Open source projects need to communicate their vision and do it in a way that brings people together.  I think that includes framing up both WHY you are doing the project, and HOW you are doing the project.  The WHY for Fineract is to enable everyone to have access to financial services on stable, secure and forward looking platforms. The HOW are the many ways in which the project seeks contributions of code by volunteers who have a "scratch to itch".  It is also important to make the project: 

Accessible - as in, understandable to the interested person who wants to Contribute; 

Maintainable - as in, abundantly clear documentation and code such that a new person of reasonable skill is not confused by the approach 

Expandable - as in, flexible in the right ways to allow for new contributions as the needs arise / "extensible" is another word for it perhaps 


When these things are present and the project participants are able to understand its direction how they can get on board, then we can see the virtuous cycle where new contributions are given, the code quality improves, and new users (in our case deployment or implementation companies) use the code and support the developers to continue to do so. 
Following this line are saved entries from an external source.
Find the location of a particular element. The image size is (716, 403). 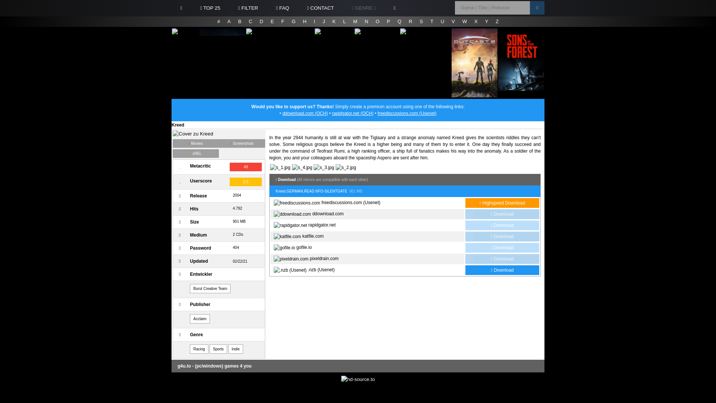

Alle Spiele mit D is located at coordinates (261, 22).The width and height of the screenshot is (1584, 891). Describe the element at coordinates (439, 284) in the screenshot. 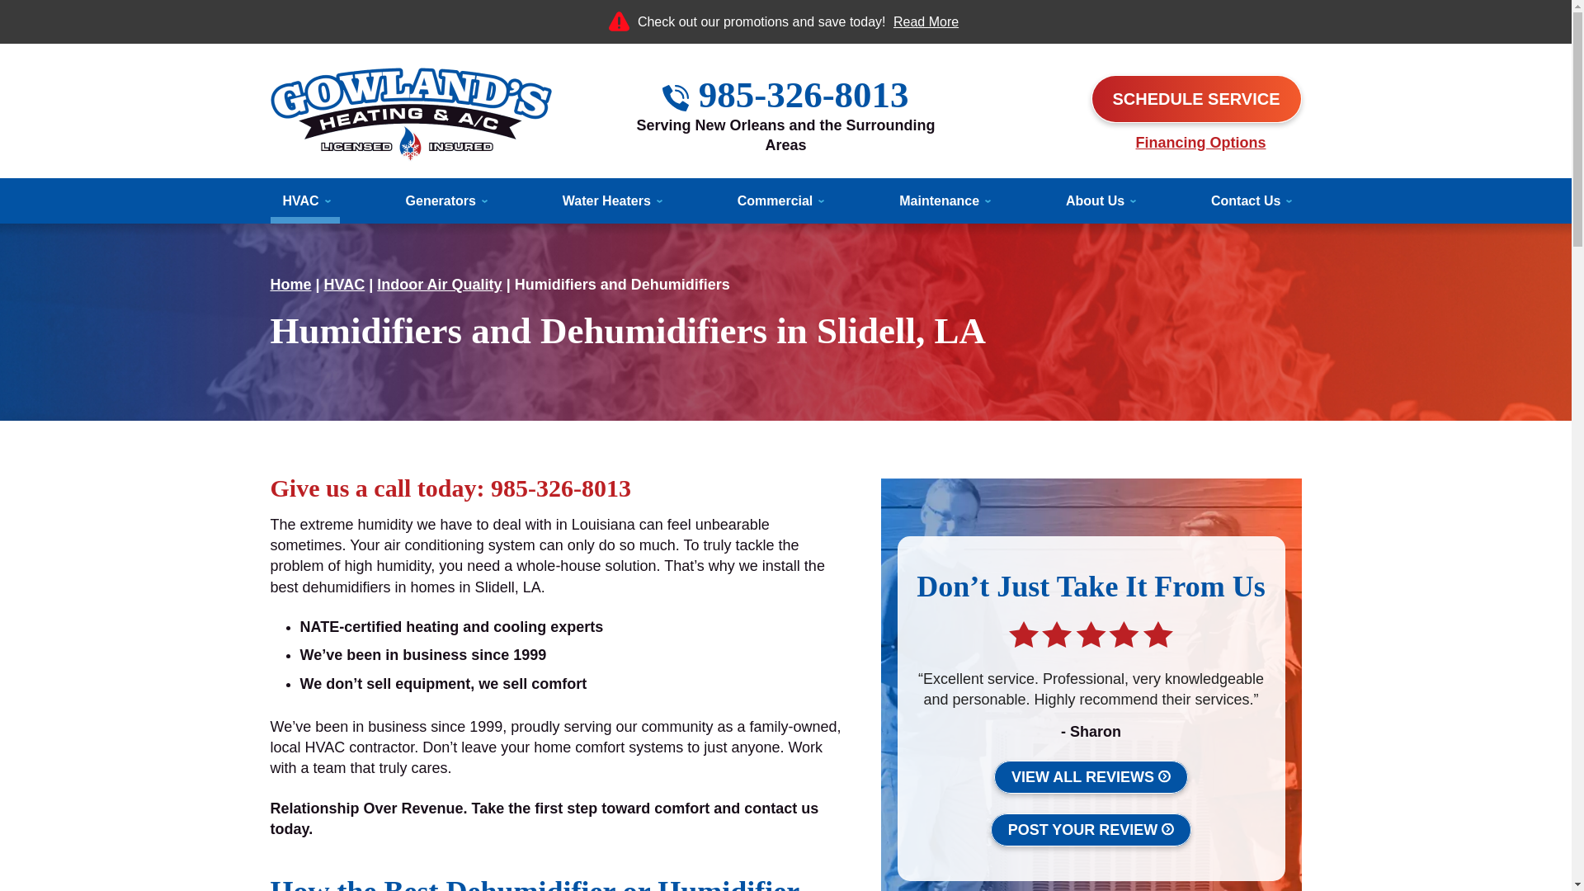

I see `Indoor Air Quality in Slidell, LA` at that location.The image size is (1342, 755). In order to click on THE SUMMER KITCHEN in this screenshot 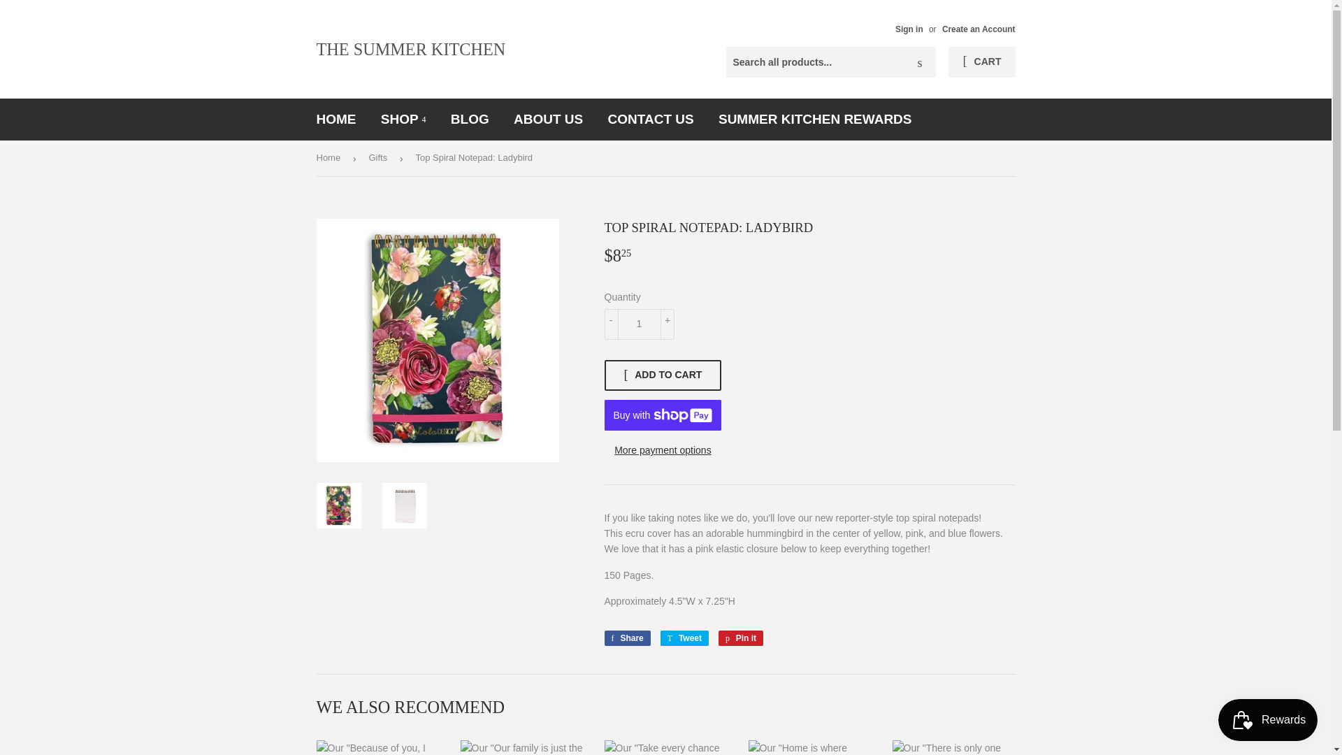, I will do `click(491, 49)`.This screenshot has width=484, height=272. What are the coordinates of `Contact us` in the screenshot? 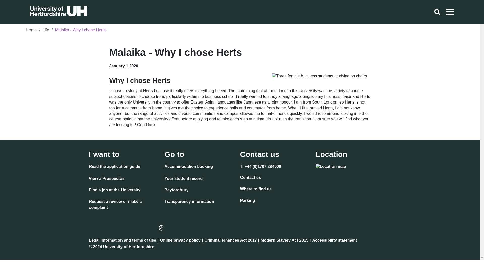 It's located at (250, 178).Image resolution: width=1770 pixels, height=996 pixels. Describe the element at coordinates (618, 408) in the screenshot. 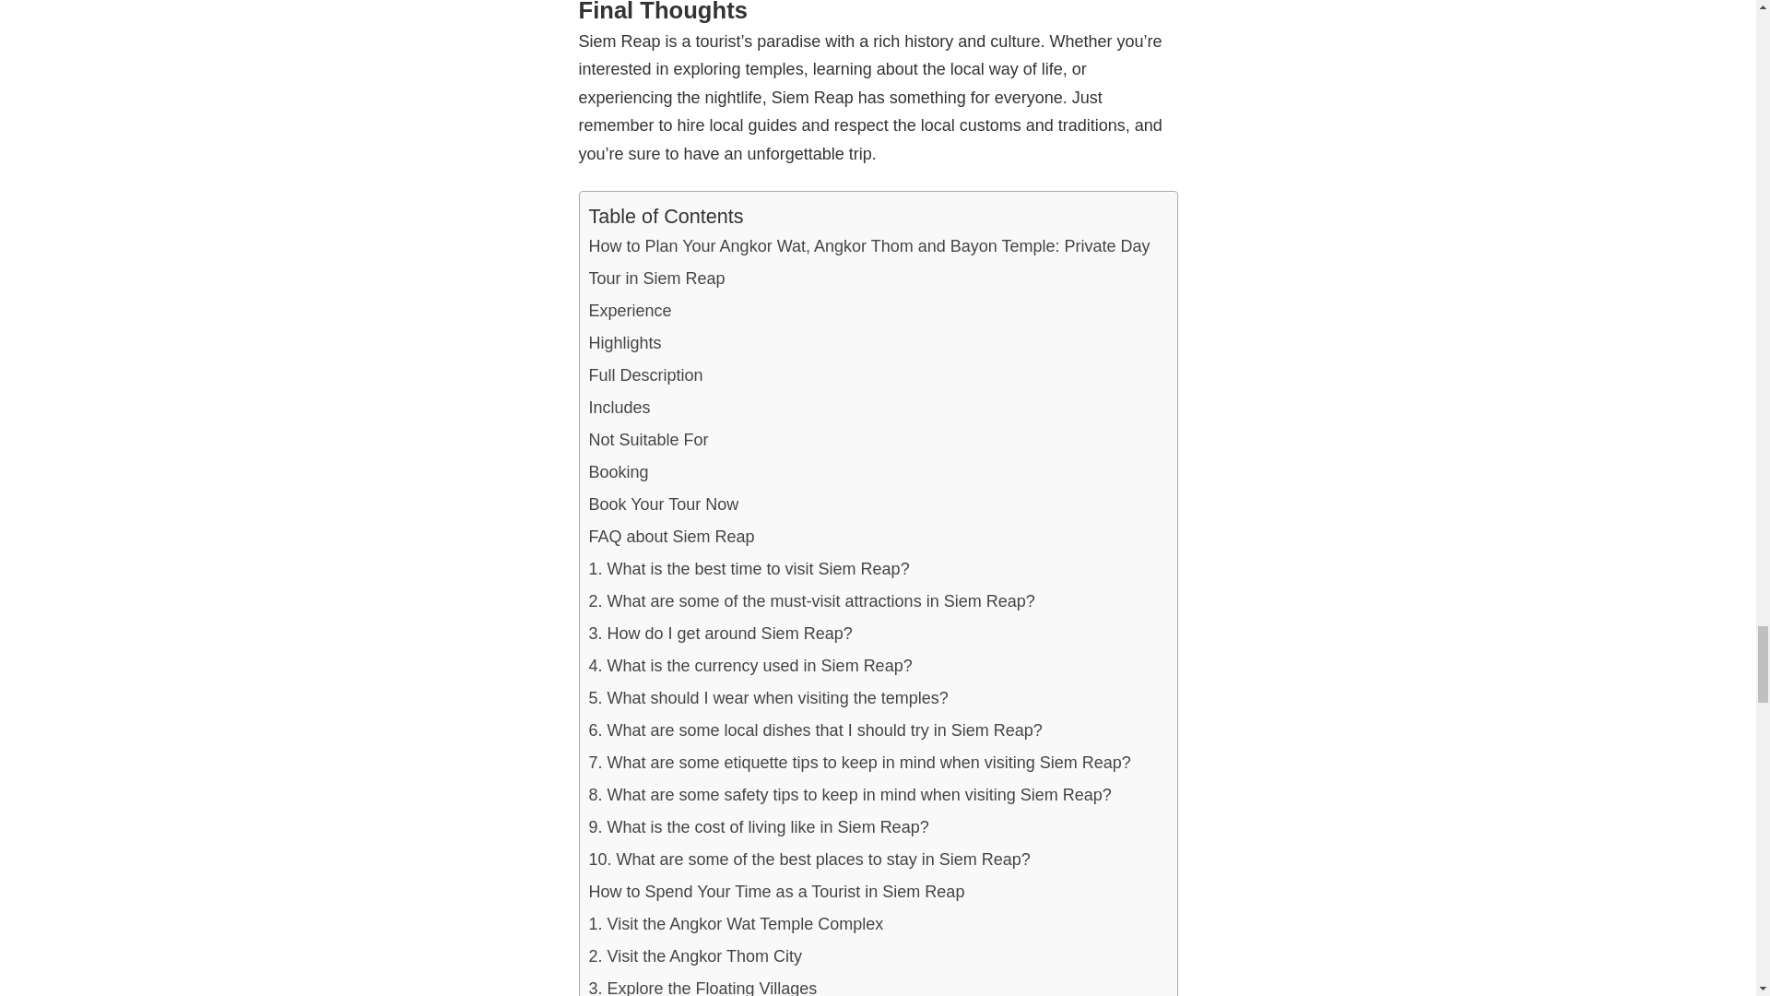

I see `Includes` at that location.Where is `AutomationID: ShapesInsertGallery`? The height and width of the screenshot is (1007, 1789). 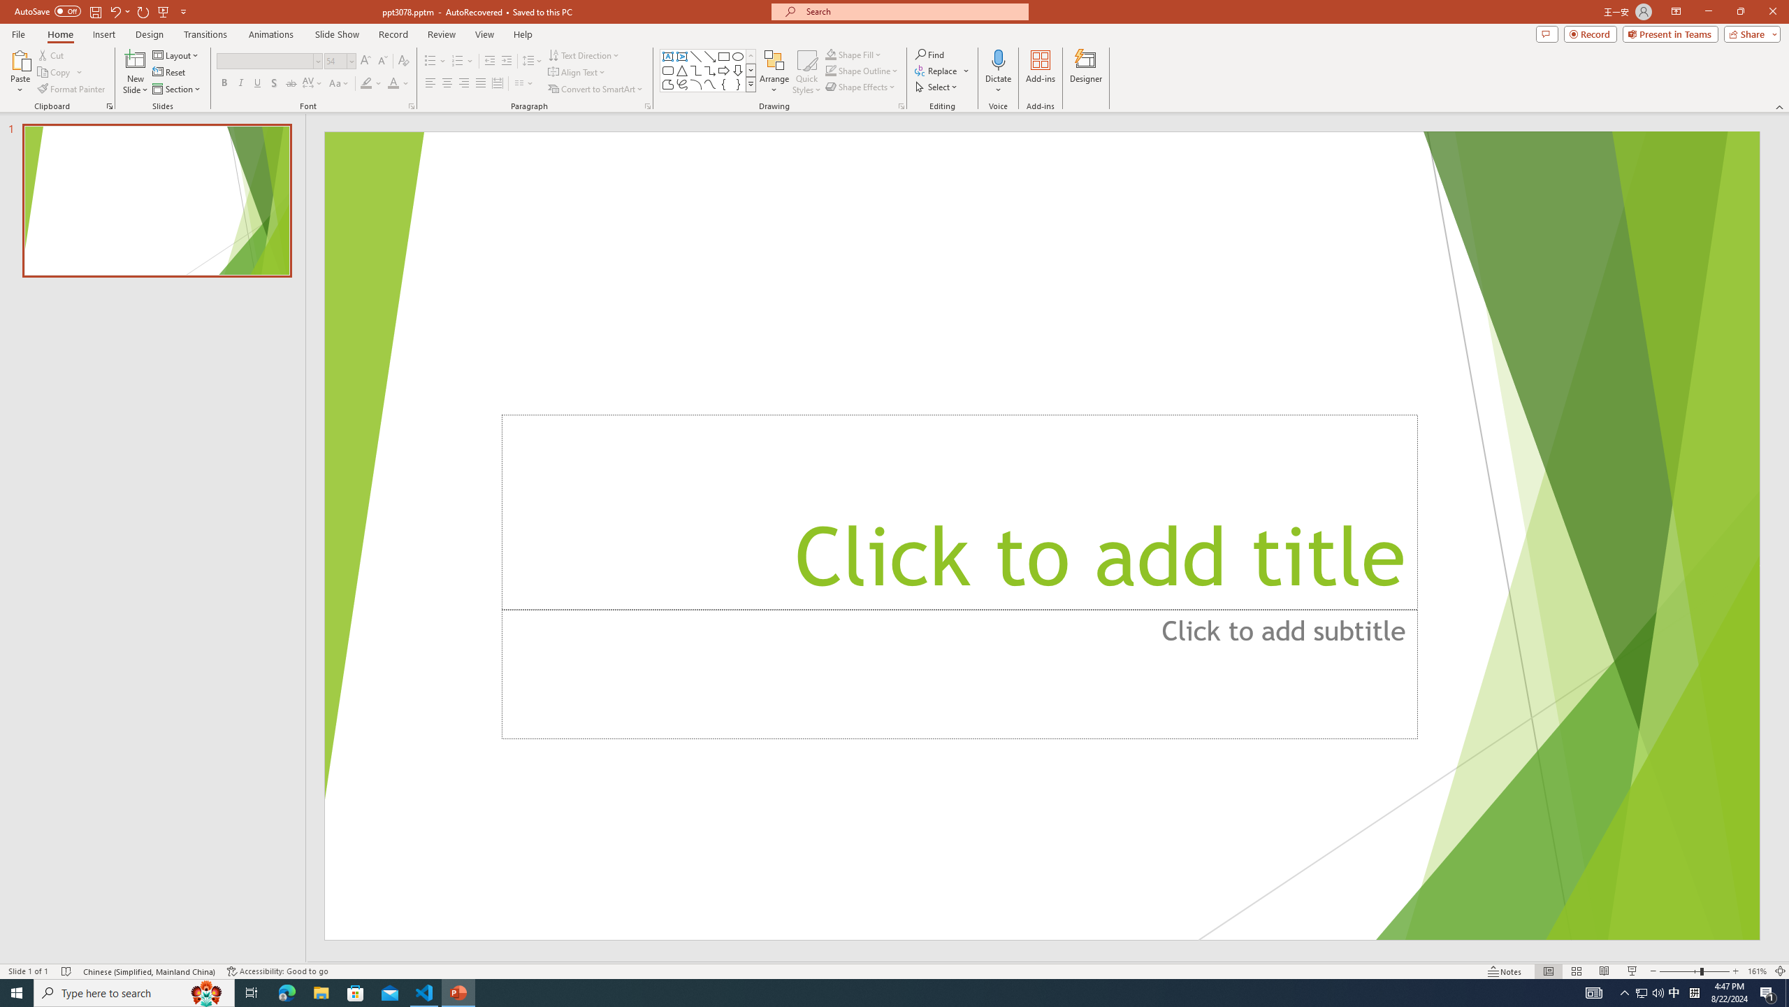 AutomationID: ShapesInsertGallery is located at coordinates (709, 71). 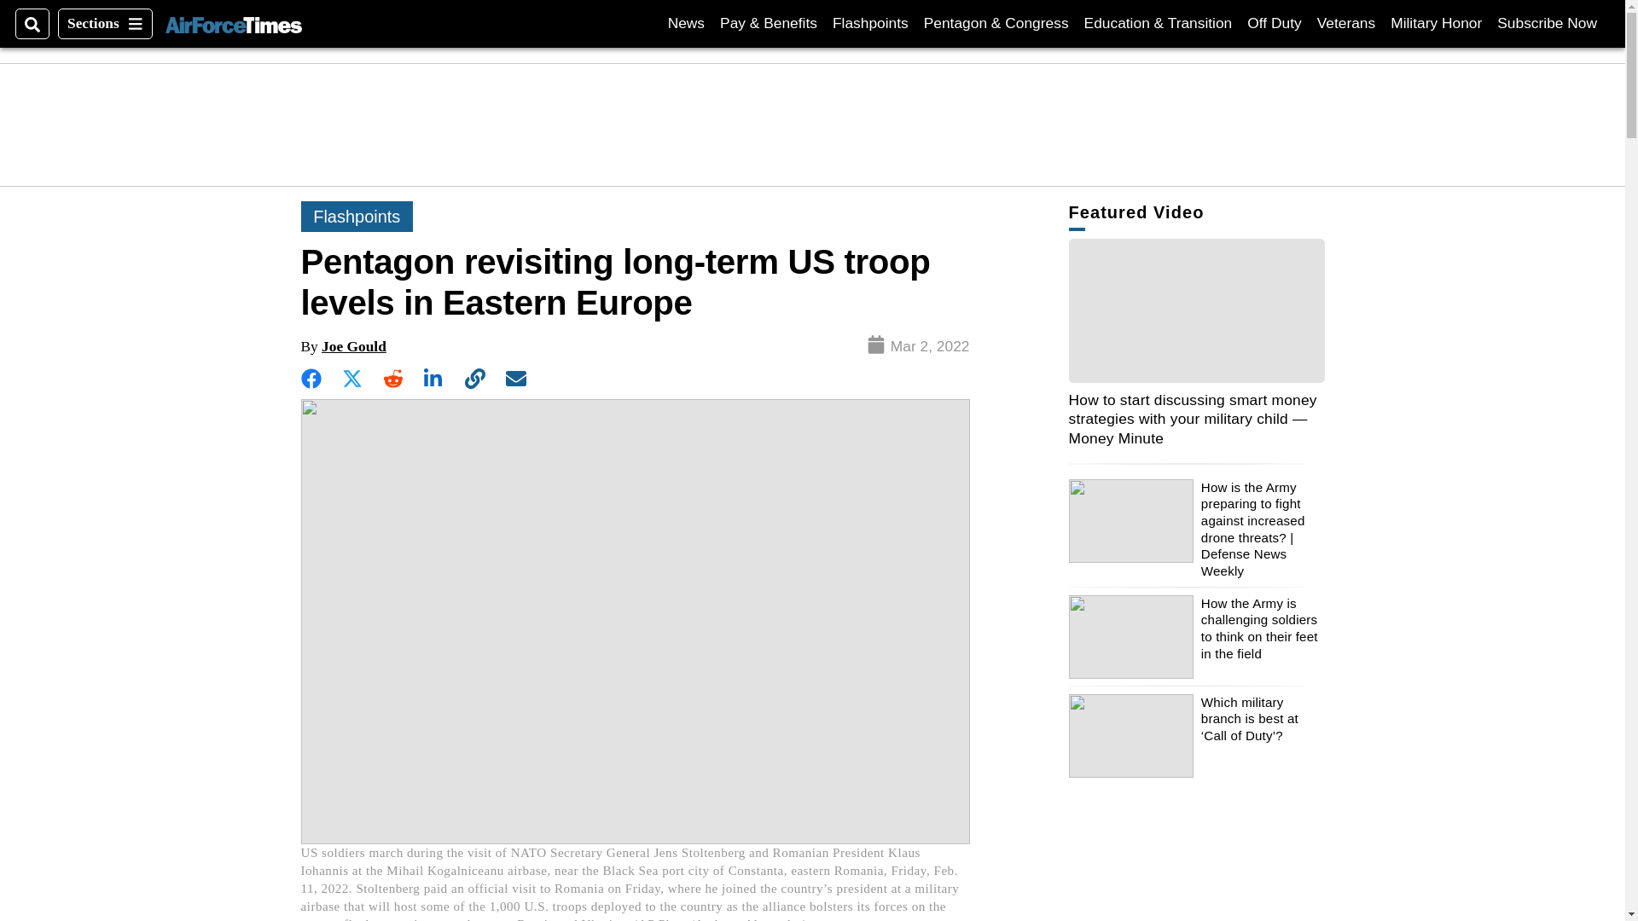 I want to click on Veterans, so click(x=1546, y=23).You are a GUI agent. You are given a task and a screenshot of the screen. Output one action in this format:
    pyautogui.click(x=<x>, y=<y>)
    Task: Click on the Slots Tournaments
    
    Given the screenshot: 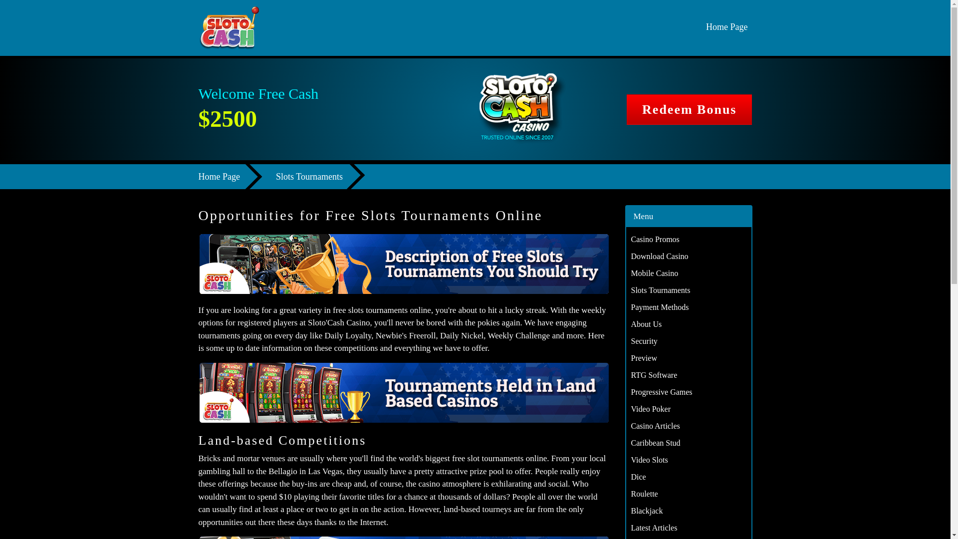 What is the action you would take?
    pyautogui.click(x=660, y=290)
    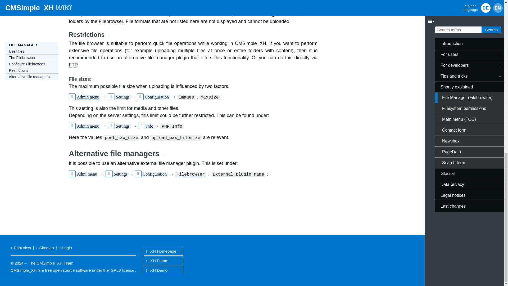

Today we are trying to do some important improvements to the Fineract platform (fineract1.x) and we are trying to bring Fineract-CN to a full release.  The Fineract1.x releases are improving constantly and it seems that many entities are happy to continue to use it. Fineract-CN needs some finishing to get past the finish line.  Once the Fineract-CN target is ready, then we can proceed with the idea of building a migration path from Fineract1.x to Fineract-CN.  It could be that the migration path and tools are built only once and that fineract1.x becomes a stable but non-active codebase, or, it may be that over time the two code bases will converge in some way.  

It's an exciting time for the project.